Presenting our regular special edition from the the Entertainment Strategy Guy, our anonymous showbiz statistics guru and analyst.
Everyone talks about how executives in tech companies use data to make decisions, and yet the entire journalism ecosystem that covers them thrives off doing the opposite: using single data points to draw huge conclusions.
Lately, we’re drowning in headlines like these:

My goal isn’t a hot take that Squid Game isn’t popular. It’s massive. It’s Netflix’s biggest season one yet and maybe its most valuable series of all time. An important question to ask now is: is Squid Game a foreign language market anomaly or the most successful example of a growing trend everyone should leap aboard?
This column will look at the hard numbers around how all international originals perform for Netflix and take a stab at the following:
– How popular is Squid Game in the U.S.?
– How popular are international/foreign language titles in the U.S.?
– What can we draw from this?
First answer: Duh, Squid Game is a Hit
To start, Squid Game is Netflix’s self-reported most popular show globally, with a reported 142 million people watching in the first 28 days. (Up from an earlier reported 111 million.) A leak last week revealed that Netflix believes Squid Game will generate $890 million in value.
Second, we just received the second batch of Nielsen data for the second week of Squid Game’s release. Squid Game had a slow burn start and didn’t make the Top Ten in its opening weekend, but Nielsen revealed that 3.4 million folks watched it. This week, that jumped an order of magnitude to 31.2 million. Here’s that performance in context of the top streaming Originals released to date:

We’ll have to see how it performs over the next 3-4 weeks to know if it can match something like Manifest or Bridgerton in the U.S. How high could it go? When I want a quick gauge for popularity, I turn to Google Trends. Yes, Squid Game dwarfs some recent launches:

And according to Google, it holds up to the biggest shows of the last five years:

As I’ve seen before, when a show goes viral, it doesn’t necessarily lead to a similarly-sized increase in viewership. That’s likely the case here.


Task requirements: What you return should match the material below line for line, except that no image appears in it.

Data extract:
^^^^

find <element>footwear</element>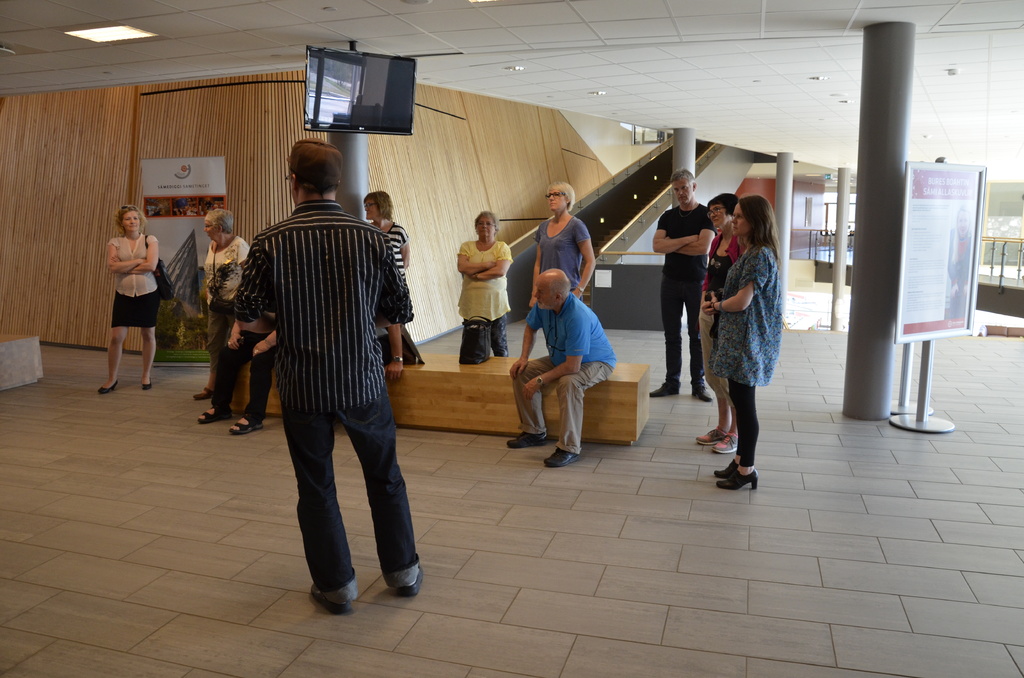
(left=230, top=416, right=260, bottom=435)
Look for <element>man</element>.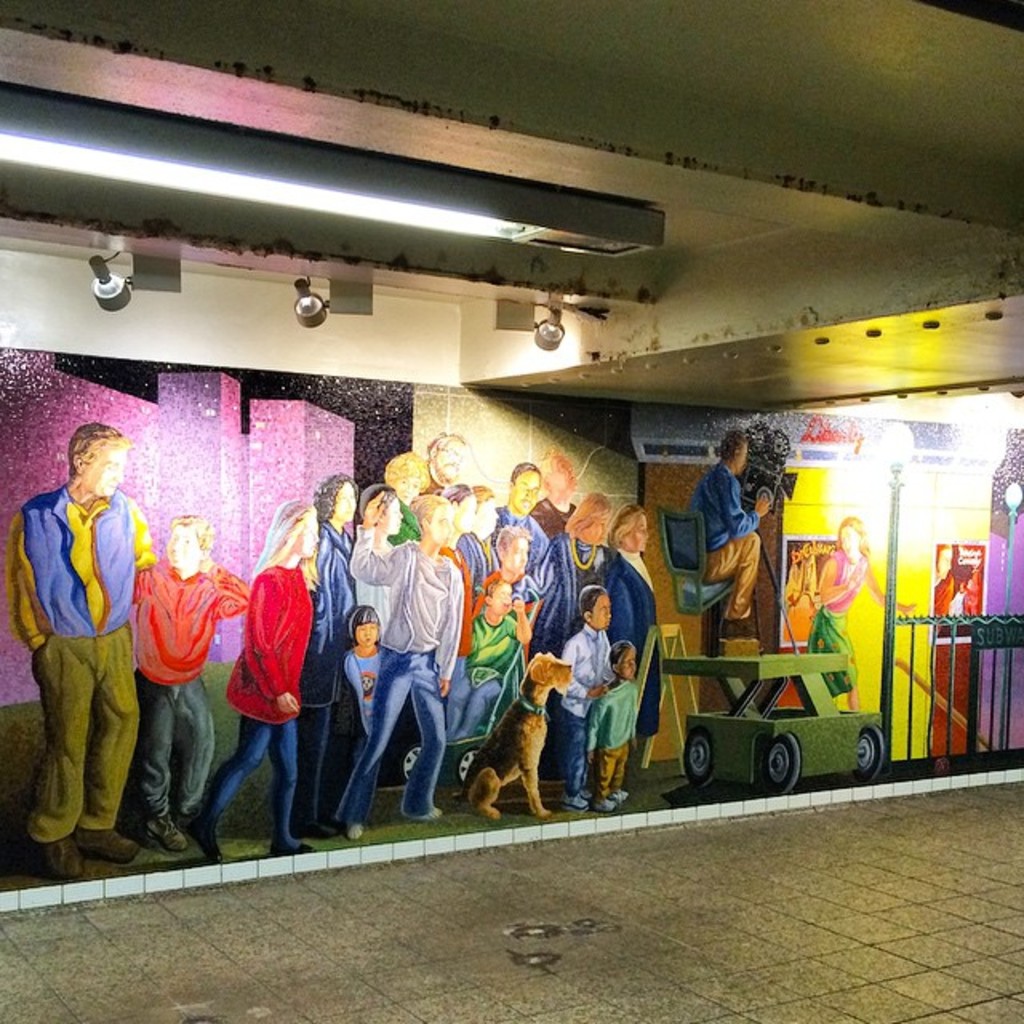
Found: [left=490, top=462, right=546, bottom=570].
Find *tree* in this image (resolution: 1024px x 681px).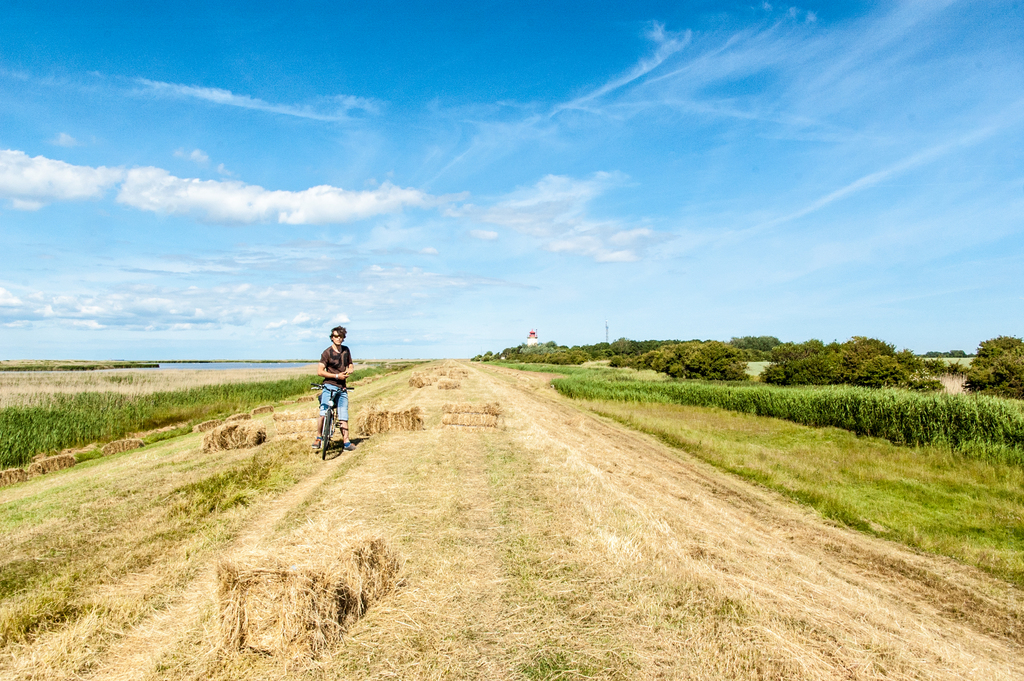
[left=647, top=340, right=678, bottom=374].
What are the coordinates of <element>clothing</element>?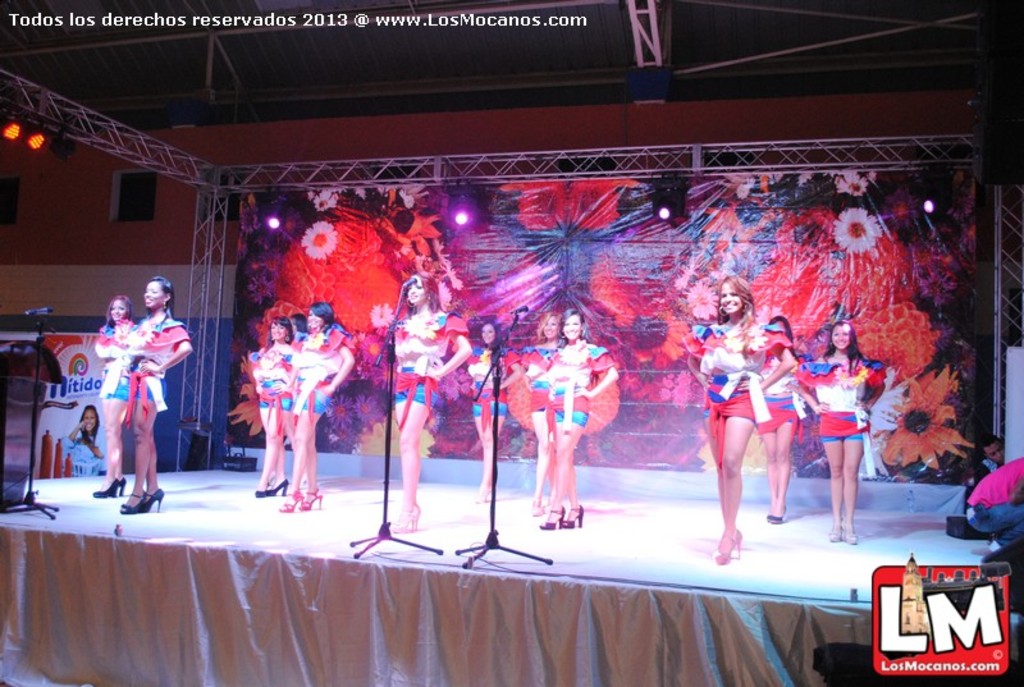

^^^^

Solution to this task:
find <element>footwear</element>
(left=230, top=416, right=260, bottom=435)
Look for <element>man</element>.
Found: [left=490, top=462, right=546, bottom=570].
Find *tree* in this image (resolution: 1024px x 681px).
[left=647, top=340, right=678, bottom=374].
What are the coordinates of <element>clothing</element>?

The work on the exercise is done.